The lore of the supposed magic and medical virtue of stones goes back to the Babylonians and peaks out in the lapidary literature of the Middle Ages. The famous work of Marbode of Rennes, which made lapidaries a very popular type of medieval scientific literature, was translated into numerous vernacular languages. The Jewish tradition, missing a particular lapidary literature of its own, absorbed non-Jewish works like that of Marbode. Several Anglo-Norman Marbode translations could be identified as the main source of the present edited Hebrew lapidary Ko’aḥ ha-Avanim, written by Berakhyah Ben Natronai ha-Nakdan around 1300. The edition is accompanied by an English translation, a source study, and a linguistic analysis of the Romance, mostly Anglo-Norman, terms featuring within the text in Hebrew spelling.
Gerrit Bos, Ph.D. (1989) in Semitic Studies, University of Amsterdam, is Professor of Jewish Studies at the University of Cologne. He has published extensively on Arabic, Judeo-Arabic, and Hebrew scientific literature in the Middle Ages, including an edition and translation of Maimonides’ medical work.
Julia Zwink is scientific assistant at the Free University of Berlin, department of Romance languages. She is doing a Ph.D. on Judeo-French medical literature in the Middle Ages including an edition, translation, and linguistic study of an anonymous Judeo-French treatise on fever diseases.
Contents
Introduction
The Author
Literary Activity
Sefer Ko"a.h ha-Avanim (On the Virtue of the Stones)
The Source(s) of Sefer Ko"a.h ha-Avanim (On the Virtue of the Stones)
The Critical Edition of Sefer Ko"a.h ha-Avanim
Supplements
Text and Translation
Supplement A: Comparative Table
Supplement B:The Ko’a.h ha-Avanim in Its French Context:
Romance and Latin Terms and Sources
Introduction
Lexicological Commentary on the Romance and Latin Terms
Berakhyah’s Sources
Tables of the Sources
Alphabetical Glossaries
Hebrew—French/Latin/Greek Glossary
French/Latin—Hebrew Glossary
Greek—Hebrew Glossary
All those interested in the history of medicine and lapidary literature, the cultural and scientific transfer between Orient and Occident, and historical lexicology of Judeo-Romance, notably French and Anglo-Norman.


PROMPT: Across the whole listing, filter for the string "BRAIN" and copy every line that has it.

THE RECORDS:
---

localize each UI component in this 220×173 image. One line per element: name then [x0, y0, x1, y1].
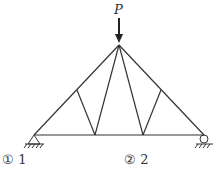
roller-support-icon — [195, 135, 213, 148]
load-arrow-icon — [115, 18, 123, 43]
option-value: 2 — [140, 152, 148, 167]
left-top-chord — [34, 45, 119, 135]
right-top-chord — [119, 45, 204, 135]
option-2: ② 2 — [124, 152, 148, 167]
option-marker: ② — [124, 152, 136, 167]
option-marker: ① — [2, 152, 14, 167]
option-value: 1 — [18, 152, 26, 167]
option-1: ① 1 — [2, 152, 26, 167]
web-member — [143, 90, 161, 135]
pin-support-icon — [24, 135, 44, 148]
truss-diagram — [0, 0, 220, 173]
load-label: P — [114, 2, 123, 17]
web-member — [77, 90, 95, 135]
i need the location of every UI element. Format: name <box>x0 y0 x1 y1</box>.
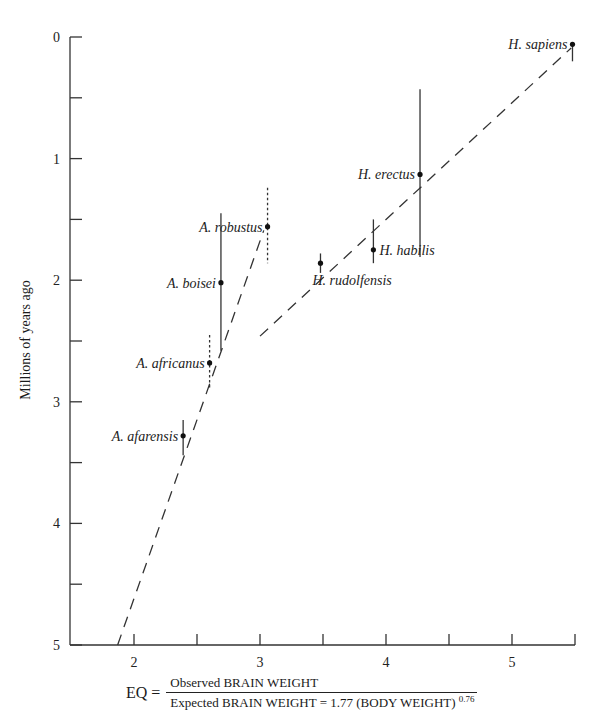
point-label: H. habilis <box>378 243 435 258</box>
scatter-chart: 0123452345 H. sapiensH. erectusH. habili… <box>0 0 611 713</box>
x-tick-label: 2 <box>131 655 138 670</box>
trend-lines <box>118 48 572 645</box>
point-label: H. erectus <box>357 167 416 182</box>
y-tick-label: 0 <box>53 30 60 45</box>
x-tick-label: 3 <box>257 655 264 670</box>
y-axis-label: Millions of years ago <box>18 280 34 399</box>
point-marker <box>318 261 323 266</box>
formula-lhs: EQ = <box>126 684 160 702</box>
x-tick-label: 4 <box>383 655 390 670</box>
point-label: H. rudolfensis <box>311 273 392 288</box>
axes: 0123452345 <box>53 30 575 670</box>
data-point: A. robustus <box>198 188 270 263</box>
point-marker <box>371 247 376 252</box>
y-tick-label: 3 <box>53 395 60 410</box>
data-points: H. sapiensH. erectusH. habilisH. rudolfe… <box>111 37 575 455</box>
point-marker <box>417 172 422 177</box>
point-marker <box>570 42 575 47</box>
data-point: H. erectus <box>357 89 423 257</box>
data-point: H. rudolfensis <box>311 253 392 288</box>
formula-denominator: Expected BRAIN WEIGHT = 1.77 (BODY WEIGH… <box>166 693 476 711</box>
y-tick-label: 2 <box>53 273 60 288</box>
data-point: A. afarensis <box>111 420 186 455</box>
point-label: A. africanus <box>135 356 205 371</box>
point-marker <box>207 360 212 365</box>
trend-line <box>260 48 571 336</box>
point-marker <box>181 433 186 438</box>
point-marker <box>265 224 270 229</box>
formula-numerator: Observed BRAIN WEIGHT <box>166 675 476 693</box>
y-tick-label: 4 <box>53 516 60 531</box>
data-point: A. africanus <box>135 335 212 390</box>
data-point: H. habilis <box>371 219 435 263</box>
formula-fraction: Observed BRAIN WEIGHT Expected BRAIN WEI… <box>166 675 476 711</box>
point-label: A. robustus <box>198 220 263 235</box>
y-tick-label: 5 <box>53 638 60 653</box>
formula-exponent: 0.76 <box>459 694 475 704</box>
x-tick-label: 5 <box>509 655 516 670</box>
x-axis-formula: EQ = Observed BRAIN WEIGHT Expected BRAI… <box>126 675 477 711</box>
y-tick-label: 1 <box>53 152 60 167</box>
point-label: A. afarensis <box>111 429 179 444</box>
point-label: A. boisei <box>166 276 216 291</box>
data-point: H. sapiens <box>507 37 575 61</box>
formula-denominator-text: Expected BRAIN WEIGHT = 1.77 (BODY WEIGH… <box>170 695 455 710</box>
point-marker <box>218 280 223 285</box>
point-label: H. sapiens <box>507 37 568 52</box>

---

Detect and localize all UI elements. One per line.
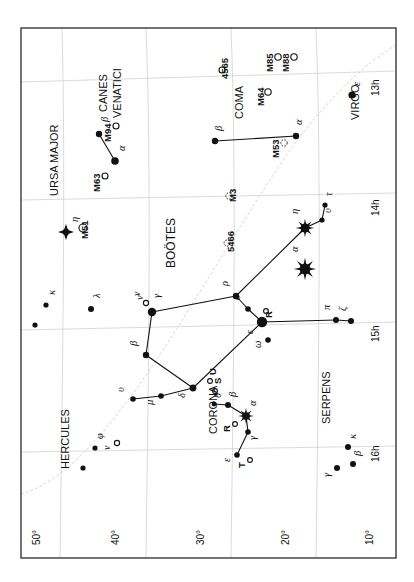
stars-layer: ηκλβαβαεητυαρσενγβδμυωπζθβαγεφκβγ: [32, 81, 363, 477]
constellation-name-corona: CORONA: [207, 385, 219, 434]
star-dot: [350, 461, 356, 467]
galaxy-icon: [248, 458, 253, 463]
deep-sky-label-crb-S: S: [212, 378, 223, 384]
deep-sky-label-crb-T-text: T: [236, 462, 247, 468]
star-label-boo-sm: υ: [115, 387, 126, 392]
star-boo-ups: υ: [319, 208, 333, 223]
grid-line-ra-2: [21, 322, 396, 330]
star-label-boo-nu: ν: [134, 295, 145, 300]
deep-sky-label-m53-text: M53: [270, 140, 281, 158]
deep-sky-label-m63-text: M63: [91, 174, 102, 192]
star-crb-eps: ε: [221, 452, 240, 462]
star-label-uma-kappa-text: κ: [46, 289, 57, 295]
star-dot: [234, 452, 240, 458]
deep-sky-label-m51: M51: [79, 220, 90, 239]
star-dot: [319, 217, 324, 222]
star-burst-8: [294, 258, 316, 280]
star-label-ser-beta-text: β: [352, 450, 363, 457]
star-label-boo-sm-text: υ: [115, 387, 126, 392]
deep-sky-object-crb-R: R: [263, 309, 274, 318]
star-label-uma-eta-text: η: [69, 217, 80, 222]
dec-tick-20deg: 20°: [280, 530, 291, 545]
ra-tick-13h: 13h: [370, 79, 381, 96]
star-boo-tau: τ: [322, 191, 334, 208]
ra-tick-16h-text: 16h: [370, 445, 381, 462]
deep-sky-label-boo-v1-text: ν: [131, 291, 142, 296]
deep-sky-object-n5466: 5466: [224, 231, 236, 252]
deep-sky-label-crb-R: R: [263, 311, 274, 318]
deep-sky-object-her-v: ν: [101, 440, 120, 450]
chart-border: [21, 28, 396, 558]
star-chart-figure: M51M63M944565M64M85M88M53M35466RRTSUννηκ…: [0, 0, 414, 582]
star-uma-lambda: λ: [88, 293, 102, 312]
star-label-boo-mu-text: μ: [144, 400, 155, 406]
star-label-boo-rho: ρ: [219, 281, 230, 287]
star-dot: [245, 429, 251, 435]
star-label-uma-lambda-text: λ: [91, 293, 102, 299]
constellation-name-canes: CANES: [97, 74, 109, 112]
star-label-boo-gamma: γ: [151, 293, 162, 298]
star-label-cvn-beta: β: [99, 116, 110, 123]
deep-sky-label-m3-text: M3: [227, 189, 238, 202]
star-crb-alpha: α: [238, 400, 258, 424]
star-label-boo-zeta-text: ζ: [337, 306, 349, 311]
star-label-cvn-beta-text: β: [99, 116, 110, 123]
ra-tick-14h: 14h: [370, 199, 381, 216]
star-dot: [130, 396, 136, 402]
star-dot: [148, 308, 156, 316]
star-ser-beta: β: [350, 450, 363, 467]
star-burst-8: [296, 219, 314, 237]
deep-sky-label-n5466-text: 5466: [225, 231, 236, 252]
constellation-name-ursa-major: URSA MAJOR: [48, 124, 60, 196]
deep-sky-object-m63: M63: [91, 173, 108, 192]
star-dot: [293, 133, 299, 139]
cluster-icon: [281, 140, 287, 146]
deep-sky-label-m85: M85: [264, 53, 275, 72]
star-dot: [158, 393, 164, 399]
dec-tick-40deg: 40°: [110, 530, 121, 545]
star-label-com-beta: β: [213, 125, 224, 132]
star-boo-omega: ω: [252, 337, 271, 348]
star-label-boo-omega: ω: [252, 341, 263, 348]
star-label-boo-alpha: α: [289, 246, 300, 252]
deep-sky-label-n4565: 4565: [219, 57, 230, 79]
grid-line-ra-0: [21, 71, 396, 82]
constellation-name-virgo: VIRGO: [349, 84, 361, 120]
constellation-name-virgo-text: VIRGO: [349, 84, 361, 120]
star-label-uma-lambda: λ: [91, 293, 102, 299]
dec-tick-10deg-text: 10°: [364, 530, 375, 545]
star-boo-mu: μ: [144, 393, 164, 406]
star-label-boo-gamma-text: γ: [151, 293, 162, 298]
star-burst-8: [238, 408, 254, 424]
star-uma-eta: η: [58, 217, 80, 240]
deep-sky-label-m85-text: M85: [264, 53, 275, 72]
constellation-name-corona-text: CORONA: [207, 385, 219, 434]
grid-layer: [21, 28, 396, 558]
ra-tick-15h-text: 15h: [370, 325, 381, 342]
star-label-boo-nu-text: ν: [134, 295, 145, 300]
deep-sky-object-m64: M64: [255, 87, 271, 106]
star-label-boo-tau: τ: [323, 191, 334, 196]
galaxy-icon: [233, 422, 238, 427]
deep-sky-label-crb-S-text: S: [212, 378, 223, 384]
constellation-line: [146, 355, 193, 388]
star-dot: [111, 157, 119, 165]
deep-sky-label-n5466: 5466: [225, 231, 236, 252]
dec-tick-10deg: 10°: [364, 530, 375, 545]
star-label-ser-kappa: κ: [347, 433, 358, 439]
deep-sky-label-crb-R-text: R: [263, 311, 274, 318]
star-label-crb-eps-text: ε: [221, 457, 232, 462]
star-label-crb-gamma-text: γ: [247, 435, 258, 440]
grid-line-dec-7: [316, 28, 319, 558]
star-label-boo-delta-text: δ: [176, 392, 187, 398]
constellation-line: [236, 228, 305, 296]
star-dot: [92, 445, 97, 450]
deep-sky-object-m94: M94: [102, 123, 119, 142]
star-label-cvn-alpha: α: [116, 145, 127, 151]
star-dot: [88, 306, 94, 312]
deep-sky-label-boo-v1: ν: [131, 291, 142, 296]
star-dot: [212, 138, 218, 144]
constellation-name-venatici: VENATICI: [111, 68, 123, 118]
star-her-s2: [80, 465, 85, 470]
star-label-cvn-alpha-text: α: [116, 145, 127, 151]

---

REPLY:
formula-denominator: Expected BRAIN WEIGHT = 1.77 (BODY WEIGH… <box>166 693 476 711</box>
formula-numerator: Observed BRAIN WEIGHT <box>166 675 476 693</box>
formula-fraction: Observed BRAIN WEIGHT Expected BRAIN WEI… <box>166 675 476 711</box>
x-axis-formula: EQ = Observed BRAIN WEIGHT Expected BRAI… <box>126 675 477 711</box>
formula-denominator-text: Expected BRAIN WEIGHT = 1.77 (BODY WEIGH… <box>170 695 455 710</box>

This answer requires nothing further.